Page 77 of Kiss and Tell


Font Size:

Too soon, Natalie and Ben had to head back to camp, and I had to go back to prep for dinner service. I got two more big warm hugs, and waved to them as they left me at the front door of the restaurant.

Was Sawyer waiting for them just out of sight? Would they tell him how I was doing? Would he even ask?

I trudged back to the kitchen and spent my few spare minutes sharpening my knife while I pondered the biggest question of all: when would I stop caring about those questions?

It was a good thing I couldn’t have seen eight years down the road to the answer: never.

Chapter 26

Present

NewYorkfeelssurrealonce I’m back in town. I watch the neighborhoods pass from the train window as we leave Newark. I’ve lived here for five years, all of them in the same small apartment in Brooklyn. I’d planned to move to Manhattan if my cookbook sold well. It had, but then I was paying my dad’s medical bills, so I didn’t have the funds for an upgrade like I’d planned.

What Icouldafford was to live without a roommate, so now I had the small two bedroom for myself, my old roommate’s bedroom now serving as my office.

I open the door and let myself in, appreciating the quiet. My old roommate, Dan, had been fairly easy to live with, but he’d had a habit of rescuing the most ornery cats while also not being super diligent with their litterboxes. I miss the cats. I don’t miss the smell.

I set my suitcase on my bed and unpack before I do anything else. Dan always insisted this was the sign of a serial killer, but if I don’t do it now, it’ll stay packed in my room for another month. I’m either hyper-organized or a disaster. I try to be hyper-organized.

I get ready for bed, order noodles from my favorite shop around the corner, curl up with Netflix, and decompress. Every time my thoughts drift to Sawyer, I jerk them back to my TV where I’m streaming a true crime about a girl who disappears in LA only to be discovered months later in the rooftop water tank of a sketchy hotel.

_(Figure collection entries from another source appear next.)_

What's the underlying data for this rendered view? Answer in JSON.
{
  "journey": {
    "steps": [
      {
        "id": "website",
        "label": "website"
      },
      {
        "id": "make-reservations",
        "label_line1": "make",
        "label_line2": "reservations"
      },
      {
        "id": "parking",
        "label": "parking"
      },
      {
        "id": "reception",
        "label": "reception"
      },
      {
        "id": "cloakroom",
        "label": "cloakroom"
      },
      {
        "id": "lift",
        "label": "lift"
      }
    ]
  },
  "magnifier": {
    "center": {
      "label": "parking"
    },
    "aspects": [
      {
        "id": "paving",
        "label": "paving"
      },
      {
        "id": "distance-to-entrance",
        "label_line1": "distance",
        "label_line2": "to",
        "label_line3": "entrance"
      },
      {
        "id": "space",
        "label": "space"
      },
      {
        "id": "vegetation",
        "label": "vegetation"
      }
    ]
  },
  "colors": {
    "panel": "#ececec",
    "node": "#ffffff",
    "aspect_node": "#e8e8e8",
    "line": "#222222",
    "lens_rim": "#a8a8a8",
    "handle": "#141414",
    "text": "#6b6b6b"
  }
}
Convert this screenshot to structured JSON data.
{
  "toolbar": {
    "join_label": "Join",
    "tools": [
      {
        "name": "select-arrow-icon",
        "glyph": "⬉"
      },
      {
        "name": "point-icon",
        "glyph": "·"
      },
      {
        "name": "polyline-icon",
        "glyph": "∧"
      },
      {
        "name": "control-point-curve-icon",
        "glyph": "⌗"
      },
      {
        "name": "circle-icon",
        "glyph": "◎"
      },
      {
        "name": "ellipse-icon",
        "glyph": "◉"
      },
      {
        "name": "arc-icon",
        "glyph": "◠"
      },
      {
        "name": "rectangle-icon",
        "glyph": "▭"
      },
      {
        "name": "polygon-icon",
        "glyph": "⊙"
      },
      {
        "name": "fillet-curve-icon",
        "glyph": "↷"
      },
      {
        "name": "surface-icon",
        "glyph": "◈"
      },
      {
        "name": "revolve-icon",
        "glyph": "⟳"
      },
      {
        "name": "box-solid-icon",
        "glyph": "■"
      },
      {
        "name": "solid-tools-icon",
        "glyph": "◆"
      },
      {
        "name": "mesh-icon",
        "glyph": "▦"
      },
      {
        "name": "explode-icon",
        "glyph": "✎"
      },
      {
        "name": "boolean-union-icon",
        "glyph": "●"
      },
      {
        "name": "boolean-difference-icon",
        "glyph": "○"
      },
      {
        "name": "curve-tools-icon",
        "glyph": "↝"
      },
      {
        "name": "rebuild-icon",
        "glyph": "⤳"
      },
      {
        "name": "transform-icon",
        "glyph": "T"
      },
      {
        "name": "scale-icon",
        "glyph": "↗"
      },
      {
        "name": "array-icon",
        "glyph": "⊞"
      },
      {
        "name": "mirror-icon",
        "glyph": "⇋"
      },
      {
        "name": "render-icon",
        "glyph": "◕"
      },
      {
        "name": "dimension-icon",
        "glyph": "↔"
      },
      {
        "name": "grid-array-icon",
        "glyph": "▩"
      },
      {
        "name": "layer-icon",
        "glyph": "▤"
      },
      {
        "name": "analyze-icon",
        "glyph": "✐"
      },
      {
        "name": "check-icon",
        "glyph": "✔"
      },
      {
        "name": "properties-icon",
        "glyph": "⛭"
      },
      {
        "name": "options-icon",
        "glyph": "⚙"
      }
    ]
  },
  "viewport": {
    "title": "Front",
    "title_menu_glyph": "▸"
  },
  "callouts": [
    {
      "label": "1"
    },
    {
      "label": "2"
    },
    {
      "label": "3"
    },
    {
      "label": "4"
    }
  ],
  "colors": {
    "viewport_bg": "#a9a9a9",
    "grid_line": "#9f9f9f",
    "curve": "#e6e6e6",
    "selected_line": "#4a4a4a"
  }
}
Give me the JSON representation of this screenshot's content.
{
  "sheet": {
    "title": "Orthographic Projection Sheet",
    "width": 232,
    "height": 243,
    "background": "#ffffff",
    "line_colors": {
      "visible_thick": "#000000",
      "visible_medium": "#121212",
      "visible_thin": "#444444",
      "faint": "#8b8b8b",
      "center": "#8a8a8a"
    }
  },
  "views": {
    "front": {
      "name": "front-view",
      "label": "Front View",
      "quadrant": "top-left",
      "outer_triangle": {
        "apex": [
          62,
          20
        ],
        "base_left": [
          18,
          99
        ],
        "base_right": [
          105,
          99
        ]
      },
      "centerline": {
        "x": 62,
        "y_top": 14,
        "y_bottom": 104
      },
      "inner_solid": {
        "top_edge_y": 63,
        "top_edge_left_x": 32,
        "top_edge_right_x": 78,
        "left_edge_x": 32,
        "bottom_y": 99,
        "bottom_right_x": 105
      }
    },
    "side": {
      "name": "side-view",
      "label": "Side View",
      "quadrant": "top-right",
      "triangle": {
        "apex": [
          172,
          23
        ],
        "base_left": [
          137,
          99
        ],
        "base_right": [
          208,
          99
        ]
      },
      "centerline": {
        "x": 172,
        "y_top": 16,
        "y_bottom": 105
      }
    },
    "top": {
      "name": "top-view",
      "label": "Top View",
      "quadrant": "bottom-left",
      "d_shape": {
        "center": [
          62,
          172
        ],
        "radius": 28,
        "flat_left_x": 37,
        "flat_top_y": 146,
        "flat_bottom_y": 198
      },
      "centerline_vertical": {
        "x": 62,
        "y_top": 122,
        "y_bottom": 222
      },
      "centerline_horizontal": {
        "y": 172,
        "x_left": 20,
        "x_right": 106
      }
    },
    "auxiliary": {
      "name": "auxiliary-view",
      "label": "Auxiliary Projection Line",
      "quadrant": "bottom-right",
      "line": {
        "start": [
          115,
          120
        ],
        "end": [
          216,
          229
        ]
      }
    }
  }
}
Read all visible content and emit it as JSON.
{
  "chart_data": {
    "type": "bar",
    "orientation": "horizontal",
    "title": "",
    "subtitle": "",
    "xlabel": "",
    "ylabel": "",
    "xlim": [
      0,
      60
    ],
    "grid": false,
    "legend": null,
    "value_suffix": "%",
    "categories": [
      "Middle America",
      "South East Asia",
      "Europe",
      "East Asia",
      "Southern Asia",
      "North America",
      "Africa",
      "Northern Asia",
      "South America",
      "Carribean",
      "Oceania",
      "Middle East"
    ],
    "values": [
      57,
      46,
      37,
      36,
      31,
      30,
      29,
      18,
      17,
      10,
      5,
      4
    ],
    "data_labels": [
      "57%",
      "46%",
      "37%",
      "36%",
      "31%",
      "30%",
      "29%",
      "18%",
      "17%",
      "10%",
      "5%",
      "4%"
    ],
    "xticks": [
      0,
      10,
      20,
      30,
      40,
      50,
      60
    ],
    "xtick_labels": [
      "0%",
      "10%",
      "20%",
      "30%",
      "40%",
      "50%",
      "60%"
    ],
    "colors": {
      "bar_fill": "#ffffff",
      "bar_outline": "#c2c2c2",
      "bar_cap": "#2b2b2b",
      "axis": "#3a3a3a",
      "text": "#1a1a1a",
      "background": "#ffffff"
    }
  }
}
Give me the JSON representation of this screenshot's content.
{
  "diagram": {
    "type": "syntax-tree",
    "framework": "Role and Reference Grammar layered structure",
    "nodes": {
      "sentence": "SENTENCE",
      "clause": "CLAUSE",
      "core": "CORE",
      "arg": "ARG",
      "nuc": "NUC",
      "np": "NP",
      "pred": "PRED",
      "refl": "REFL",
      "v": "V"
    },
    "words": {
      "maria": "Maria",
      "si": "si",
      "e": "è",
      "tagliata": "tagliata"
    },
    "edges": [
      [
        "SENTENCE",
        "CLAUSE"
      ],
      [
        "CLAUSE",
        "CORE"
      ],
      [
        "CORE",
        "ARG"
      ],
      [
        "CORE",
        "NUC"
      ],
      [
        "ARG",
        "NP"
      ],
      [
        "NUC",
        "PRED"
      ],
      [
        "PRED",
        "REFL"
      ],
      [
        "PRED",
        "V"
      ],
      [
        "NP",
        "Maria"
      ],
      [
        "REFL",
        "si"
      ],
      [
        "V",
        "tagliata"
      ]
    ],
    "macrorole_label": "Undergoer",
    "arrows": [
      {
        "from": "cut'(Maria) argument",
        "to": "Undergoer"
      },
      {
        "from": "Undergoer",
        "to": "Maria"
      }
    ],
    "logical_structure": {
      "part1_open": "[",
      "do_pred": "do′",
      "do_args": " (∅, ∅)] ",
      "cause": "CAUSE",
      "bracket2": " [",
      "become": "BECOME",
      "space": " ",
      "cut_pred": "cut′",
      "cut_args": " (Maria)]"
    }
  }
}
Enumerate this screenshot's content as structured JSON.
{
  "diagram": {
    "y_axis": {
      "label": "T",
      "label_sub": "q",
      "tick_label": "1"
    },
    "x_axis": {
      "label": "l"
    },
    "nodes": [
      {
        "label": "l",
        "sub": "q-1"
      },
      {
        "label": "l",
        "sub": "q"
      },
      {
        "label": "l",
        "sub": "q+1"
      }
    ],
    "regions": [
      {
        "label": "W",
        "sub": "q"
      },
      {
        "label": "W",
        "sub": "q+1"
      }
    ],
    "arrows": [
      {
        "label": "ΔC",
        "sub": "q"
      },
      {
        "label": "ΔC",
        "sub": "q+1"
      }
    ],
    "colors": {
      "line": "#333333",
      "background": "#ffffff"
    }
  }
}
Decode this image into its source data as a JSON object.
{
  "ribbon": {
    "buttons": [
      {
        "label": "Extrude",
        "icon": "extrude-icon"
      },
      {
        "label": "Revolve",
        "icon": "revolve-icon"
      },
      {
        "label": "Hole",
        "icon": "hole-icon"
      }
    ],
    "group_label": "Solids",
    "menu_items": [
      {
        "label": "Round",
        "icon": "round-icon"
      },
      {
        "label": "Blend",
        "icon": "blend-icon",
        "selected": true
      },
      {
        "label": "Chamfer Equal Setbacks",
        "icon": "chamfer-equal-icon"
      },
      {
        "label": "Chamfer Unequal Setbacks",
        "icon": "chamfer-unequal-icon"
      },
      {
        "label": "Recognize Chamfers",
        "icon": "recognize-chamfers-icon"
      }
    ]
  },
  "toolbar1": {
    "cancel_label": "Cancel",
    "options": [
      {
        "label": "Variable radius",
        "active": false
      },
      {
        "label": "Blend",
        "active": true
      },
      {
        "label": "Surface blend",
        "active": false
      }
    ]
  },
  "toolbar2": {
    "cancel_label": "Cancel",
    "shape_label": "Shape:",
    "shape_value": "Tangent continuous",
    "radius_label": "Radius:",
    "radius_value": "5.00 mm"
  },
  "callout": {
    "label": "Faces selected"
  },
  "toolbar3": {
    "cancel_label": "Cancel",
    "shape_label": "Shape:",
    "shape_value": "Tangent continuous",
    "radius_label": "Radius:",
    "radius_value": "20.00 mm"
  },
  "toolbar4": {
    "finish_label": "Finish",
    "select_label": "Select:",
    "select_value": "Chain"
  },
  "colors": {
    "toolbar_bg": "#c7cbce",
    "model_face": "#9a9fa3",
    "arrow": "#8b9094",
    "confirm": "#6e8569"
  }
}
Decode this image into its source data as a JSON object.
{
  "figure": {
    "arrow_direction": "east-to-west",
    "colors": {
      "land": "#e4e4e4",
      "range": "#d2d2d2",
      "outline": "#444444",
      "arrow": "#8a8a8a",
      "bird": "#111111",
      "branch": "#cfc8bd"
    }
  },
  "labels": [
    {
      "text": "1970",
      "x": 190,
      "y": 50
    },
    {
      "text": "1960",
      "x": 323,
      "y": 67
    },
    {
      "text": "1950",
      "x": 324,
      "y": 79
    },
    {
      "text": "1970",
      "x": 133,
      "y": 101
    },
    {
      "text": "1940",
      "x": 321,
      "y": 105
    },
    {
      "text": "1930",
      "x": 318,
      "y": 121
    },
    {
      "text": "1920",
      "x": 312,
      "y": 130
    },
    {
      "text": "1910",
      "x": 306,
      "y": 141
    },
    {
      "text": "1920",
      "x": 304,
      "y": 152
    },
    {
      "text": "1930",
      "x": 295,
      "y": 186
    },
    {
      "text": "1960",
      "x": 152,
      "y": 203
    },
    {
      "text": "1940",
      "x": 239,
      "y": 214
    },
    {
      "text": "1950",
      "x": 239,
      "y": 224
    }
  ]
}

Not much room for sentimental musings with that as my soundtrack.

I don’t set an alarm for the morning. I’m an early riser anyway, but there’s nowhere specific I have to be tomorrow either. We won’t start tapingDinner Rebornuntil early September, which leaves me three months to use as I like. Except not really.

I’ll spend a lot of time working on my next cookbook,Perfect Party Platters, so I don’t have to balance that while I’m shooting. I’ll research recipes to make when we start taping. I’ll spend time wandering the boroughs, trying new foods and markets, searching for culinary treasures.

But before I can do all of that, I need to make my Sawyer Recovery Plan. I didn’t have one last time. I expected he would fade from memory over time. But he lingered like a ghost, always the shadow I compared other guys to, but his shadow had been enough for them to always fall short.

I have a major weapon in my pocket this time though: answers. I know why. I can write “The End” on that story and move on. But mindfully. I have to make this plan with intention, so it works. Otherwise, Sawyer is likely to pop up in my thoughts at all the wrong times.

Ask me how I know.

Monday morning, I start by attending the Brooklyn Memorial Day parade. There is nothing like a parade—for any occasion—to make a huge city feel like a small town.

Even though it’s 10 AM and the air already hints at the heat and humidity to come, watching the veterans and Cub Scouts march by reminds me so much of the Christmas festivities in Creekville.

After the parade, I buy a bike because I liked using one at Oak Crest so much. Then I ride it to Lookout Hill in Prospect Park. The landscape there feels more like Oak Crest than any place I’ve found in the city, and I park my bike, find a bench, and unpack the notebook I brought with me, because of course I have a notebook to impose order on the chaos Sawyer tried to introduce in my life.

THE SAWYER RECOVERY PLAN

I write the title and stare at it for a long time. Ten minutes pass, and the paper is still otherwise blank. Then twenty. When my Apple watch buzzes to remind me to be active, I pull myself together and set my pen to paper. This is ridiculous. Sawyer isn’t an unsolvable problem.

I cross out the title and rewrite it, going over the letters again to make sure my brain understands what I expect it to do.

THE SAWYER RECOVERY PLAN

THE SAWYER RECOVERY PLAN

Every time I think of Sawyer, sing a distracting song. Pick an earworm.

Use a daily affirmation.I am happy with my life as it is.

Develop a new hobby. Macrame? Maybe make plant holders for Xmas?

Every tenth time I think about Sawyer, find a match on dating app.

Every twentieth time I think about Sawyer, go on a date with someone else.